Top of pagePrevious messageNext messageBottom of pageLink to this message  By Sarette on Saturday, December 11, 1999 - 05:15 pm:

If you have any Sugar-less recipes....please send them to texoh@wwdb.org....I can't have sugar! Well thanks!


from,Sarette


Top of pagePrevious messageNext messageBottom of pageLink to this message  By Sarette on Saturday, December 11, 1999 - 05:16 pm:

sorry! just acame in to say the e-mail was wrong! it's
texoh@wwdb.org

Sorry! no I at the end! hehe :-)


Top of pagePrevious messageNext messageBottom of pageLink to this message  By Suzycat on Sunday, December 12, 1999 - 09:09 pm:

Sarette, sadly this is definitely not for you! Here's the recipe for pavlova.
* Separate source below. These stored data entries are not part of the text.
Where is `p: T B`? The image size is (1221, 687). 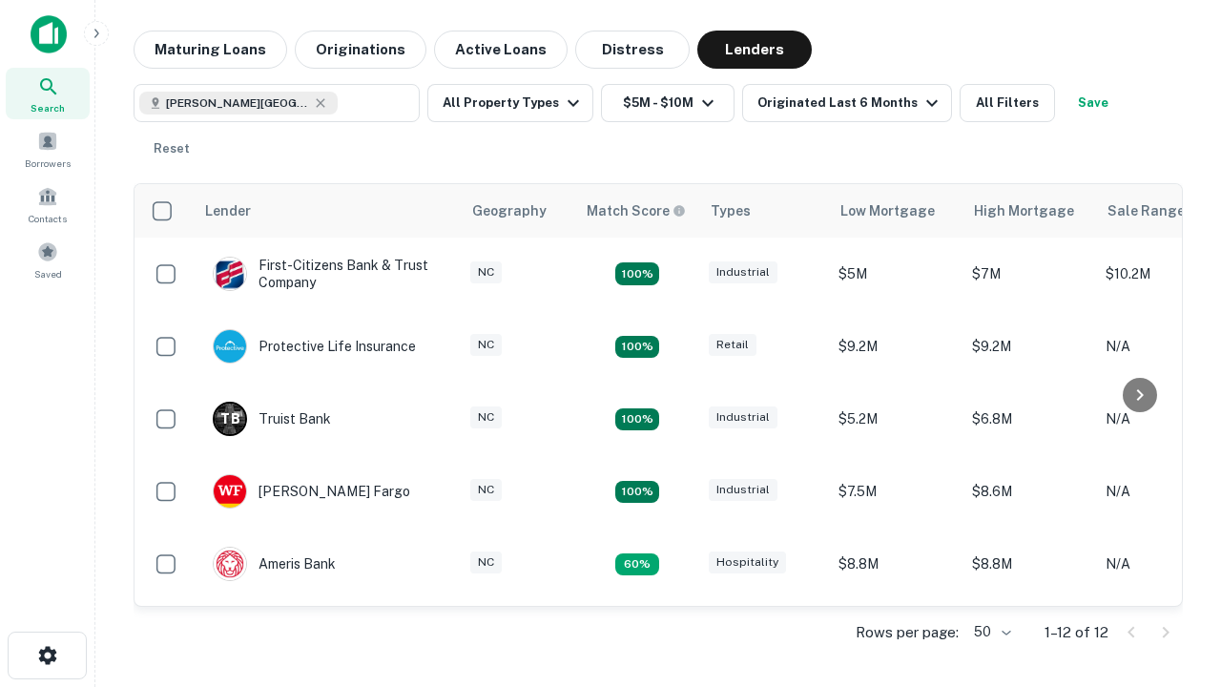 p: T B is located at coordinates (230, 419).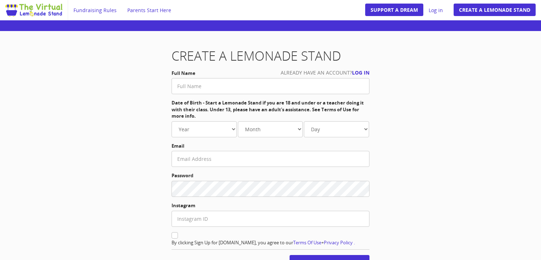 Image resolution: width=541 pixels, height=260 pixels. What do you see at coordinates (394, 10) in the screenshot?
I see `span: Support A Dream` at bounding box center [394, 10].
Take the whites of six eggs (make sure NO yolk gets in them) and beat until stiff. Then gradually add one and a half cups of castor sugar, at the rate of about 1 tablespoon at a time, while continuing to beat - about 10 minutes beating time. You'll have a shiny peaking mixture at this point.

Now gently fold in one teaspoon vanilla essence, one teaspoon malt vinegar, and one dessertspoon cornflour. Pile the mixture in a giant round on a foil-covered baking tray and bake for one and three quarter hours at 120 degrees celcius (248 farenheit??). Leave it to cool in the oven. this is important as the pavlova needs to dry out!

When cool, decorate with whipped cream and anything else you like - slices of kiwifruit are traditional. Grated chocolate is nice too.

Pavlova is a NZ/Australian dessert cake invented, apparently, to honour the ballerina Anna Pavlova. A good pav should be palest beige and crisp on the outside (like meringue) and white and marshmallowy on the inside. My mother informs me this is the most failsafe recipe she has tried. HOwever, they do fail and go chewy (the more important the occasion is, the worse the pav, usually) but are still pretty delicious when they do.

And Christmas is not Christmas without a pav!